Most of the new prescriptions, say the authors, came from older populations, between the ages of 60 years to 75 years. More than 77% of these people would be eligible for statins, even if they had no history of heart disease.
Reporting in the New England Journal of Medicine, the scientists even extrapolated their data to calculate how many lives the additional statin prescriptions might save, and figured that giving the cholesterol-lowering drugs to people without heart disease, but who might be at higher risk of the condition, could prevent 475,000 heart events.

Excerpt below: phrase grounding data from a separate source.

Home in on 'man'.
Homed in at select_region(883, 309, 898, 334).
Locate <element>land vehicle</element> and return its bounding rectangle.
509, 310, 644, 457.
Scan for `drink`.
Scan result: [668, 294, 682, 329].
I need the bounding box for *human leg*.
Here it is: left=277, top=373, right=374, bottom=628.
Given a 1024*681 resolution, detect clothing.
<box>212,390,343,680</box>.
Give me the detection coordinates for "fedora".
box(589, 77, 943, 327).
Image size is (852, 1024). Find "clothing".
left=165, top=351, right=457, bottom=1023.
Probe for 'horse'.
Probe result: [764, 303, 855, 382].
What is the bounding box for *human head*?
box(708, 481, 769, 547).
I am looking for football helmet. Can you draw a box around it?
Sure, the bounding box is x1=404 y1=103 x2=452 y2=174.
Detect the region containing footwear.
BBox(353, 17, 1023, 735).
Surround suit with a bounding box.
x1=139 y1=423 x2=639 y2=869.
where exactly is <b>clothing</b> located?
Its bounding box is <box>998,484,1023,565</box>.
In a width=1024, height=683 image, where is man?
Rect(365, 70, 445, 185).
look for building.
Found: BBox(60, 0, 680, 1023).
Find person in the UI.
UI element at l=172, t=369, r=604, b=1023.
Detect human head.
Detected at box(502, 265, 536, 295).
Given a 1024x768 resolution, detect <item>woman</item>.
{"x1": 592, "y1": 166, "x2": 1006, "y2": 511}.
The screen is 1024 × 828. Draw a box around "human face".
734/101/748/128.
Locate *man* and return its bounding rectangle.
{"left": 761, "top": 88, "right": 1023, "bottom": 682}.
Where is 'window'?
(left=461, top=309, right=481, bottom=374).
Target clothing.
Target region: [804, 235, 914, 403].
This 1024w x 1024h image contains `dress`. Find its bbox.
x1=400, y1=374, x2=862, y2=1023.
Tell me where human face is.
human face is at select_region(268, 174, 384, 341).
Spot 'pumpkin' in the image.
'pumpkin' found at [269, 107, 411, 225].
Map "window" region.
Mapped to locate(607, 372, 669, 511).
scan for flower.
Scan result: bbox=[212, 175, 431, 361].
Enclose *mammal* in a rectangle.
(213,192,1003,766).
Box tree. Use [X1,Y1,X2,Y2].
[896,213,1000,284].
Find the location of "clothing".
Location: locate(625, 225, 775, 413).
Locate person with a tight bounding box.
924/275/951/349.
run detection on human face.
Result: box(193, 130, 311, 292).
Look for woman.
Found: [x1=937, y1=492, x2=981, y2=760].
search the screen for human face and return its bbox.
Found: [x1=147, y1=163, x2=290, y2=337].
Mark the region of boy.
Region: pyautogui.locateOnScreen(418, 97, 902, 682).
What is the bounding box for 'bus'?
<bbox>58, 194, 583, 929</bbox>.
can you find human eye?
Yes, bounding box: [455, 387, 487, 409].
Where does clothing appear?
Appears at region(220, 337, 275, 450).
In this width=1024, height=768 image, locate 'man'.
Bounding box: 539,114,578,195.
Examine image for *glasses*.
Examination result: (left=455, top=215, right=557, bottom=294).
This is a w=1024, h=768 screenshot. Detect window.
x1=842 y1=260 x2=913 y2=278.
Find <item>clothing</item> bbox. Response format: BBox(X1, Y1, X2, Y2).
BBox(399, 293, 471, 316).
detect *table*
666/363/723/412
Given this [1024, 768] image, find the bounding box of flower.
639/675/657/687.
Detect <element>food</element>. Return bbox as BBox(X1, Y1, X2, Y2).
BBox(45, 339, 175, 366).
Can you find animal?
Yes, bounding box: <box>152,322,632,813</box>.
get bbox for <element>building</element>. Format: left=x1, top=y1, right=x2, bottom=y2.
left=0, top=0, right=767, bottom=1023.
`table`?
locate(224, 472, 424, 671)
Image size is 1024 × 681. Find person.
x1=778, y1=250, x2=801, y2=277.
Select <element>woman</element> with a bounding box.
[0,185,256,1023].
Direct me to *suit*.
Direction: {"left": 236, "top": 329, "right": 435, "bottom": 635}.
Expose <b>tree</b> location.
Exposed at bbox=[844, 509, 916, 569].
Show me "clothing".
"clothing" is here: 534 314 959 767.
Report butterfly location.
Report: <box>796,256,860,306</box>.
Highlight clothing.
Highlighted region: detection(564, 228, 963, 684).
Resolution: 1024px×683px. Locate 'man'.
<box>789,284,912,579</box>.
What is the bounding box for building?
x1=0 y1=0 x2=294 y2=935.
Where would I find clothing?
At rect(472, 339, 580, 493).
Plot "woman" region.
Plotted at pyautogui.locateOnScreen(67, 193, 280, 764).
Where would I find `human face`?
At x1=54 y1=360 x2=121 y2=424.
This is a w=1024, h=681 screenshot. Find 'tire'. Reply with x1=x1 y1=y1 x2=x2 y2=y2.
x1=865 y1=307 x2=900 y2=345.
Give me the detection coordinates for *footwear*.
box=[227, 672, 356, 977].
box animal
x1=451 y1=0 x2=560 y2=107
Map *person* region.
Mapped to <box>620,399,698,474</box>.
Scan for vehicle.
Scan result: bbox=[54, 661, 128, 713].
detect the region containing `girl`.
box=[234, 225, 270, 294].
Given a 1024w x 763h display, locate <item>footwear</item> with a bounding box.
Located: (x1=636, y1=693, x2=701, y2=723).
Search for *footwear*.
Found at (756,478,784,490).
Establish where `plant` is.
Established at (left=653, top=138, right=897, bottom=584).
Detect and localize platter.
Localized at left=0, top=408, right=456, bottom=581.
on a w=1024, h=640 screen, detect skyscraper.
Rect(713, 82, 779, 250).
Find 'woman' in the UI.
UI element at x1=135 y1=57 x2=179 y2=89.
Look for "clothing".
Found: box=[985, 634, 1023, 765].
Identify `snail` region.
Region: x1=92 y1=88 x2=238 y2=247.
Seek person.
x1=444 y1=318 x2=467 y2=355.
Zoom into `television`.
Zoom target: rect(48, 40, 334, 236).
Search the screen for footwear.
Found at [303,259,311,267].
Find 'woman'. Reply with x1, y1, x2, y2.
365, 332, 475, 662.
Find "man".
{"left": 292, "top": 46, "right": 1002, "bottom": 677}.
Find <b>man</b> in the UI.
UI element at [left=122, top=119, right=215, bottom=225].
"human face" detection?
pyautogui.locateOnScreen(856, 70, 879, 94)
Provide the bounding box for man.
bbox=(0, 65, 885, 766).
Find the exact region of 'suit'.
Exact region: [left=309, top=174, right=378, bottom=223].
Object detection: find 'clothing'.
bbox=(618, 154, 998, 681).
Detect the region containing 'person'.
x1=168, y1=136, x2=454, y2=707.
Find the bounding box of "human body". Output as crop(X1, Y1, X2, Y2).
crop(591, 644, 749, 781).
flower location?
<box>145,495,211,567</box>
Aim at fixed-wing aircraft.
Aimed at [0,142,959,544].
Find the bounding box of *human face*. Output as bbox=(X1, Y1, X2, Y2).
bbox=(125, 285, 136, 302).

MORE: Statin Drugs Linked to Lower Risk of Cognitive Decline
While the older recommendations relied heavily on the amount of cholesterol circulating in a person’s blood, as well as factors such as family history of heart problems, smoking, and hypertension, the new advice placed greater weight on factors such as age, weight, and smoking history to assess a healthy person’s risk of developing heart problems. Under the new guidelines, if a person’s risk of developing heart disease in the next 10 years was 7.5% or higher, then he might benefit from taking a statin. The threshold for starting statins in the previous guidelines was a more subjective assessment of heart disease risk in 10 years that included at least two of several major risk factors for heart disease, such as high cholesterol levels, hypertension, family history of heart problems, diabetes, and being overweight.
Whether the additional statin prescriptions do end up saving half a million lives won’t be clear for a few years yet, but researchers will be tracking how many more people are put on statins to prevent heart problems, and how effective that recommendation was in lowering disease and death rates.